BĀØack, T., Fogel, D. B. & Michalewicz, Z., eds (1997), Handbook of Evolutionary Computation, IOP Publishing Ltd and Oxford University Press.
Darwin, C. (1859), The Origin of Species, J. M. Dent and Sons Ltd, 1975.
Fogel, L. J. (1962), āAutonomous automataā, Industrial Research 4 , 14ā19.
Fogel, L. J. (1964), On the Organization of Intellect, PhD thesis, University of California at Los Angeles.
Fraser, A. (1957), āSimulation of genetic systems by automatic digital comput- ersā, Australian Journal of Biological Sciences 10 , 484ā499.
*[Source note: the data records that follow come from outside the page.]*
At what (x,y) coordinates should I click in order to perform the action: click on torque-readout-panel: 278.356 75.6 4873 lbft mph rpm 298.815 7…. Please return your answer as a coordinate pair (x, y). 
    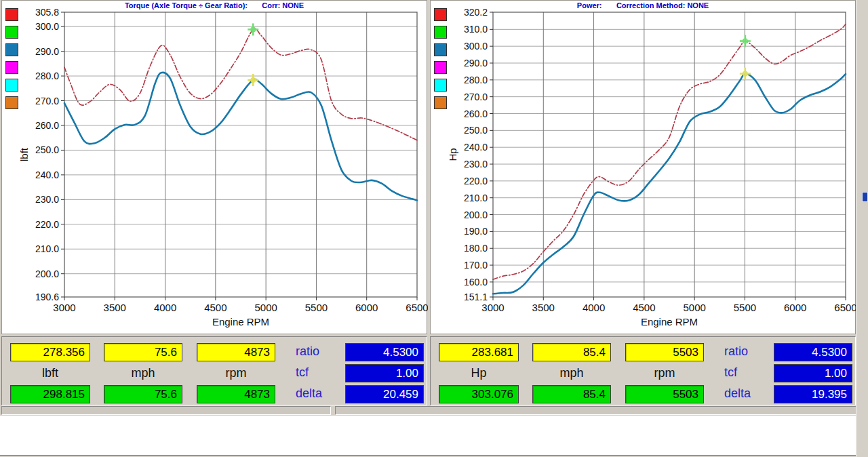
    Looking at the image, I should click on (214, 371).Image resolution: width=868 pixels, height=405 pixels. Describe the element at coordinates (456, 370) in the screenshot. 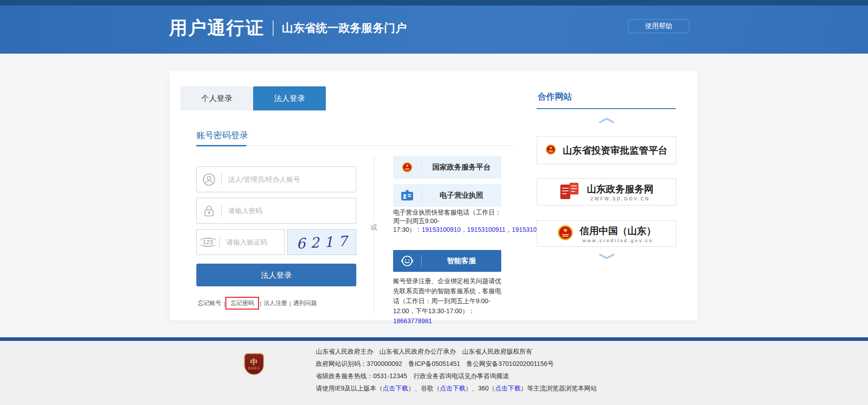

I see `footer-text: 山东省人民政府主办 山东省人民政府办公厅承办 山东省人民政府版权所有 政府网站识…` at that location.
Friedberg, R. M. (1958), āA learning machine: Part iā, IBM Journal 2 , 2ā13.
Friedberg, R. M., Dunham, B. & North, J. H. (1959), āA learning machine: Part iiā, IBM Journal 3 , 282ā287.
Goldberg, D. E. (1989), Genetic algorithms in search, optimization, and ma- chine learning, Addison Wesley.
Holland, J. H. (1962), āOutline for a logical theory of adaptive systemsā, ACM 9 , 297ā314.
Holland, J. H. (1975), Adaptation in Natural and Artificial Systems, University of Michigan Press, Ann Arbor, MI.
Rechenberg, I. (1965), Cybernetic solution path of an experimental problem, Translation 1122, Royal Aircraft Establishment Library.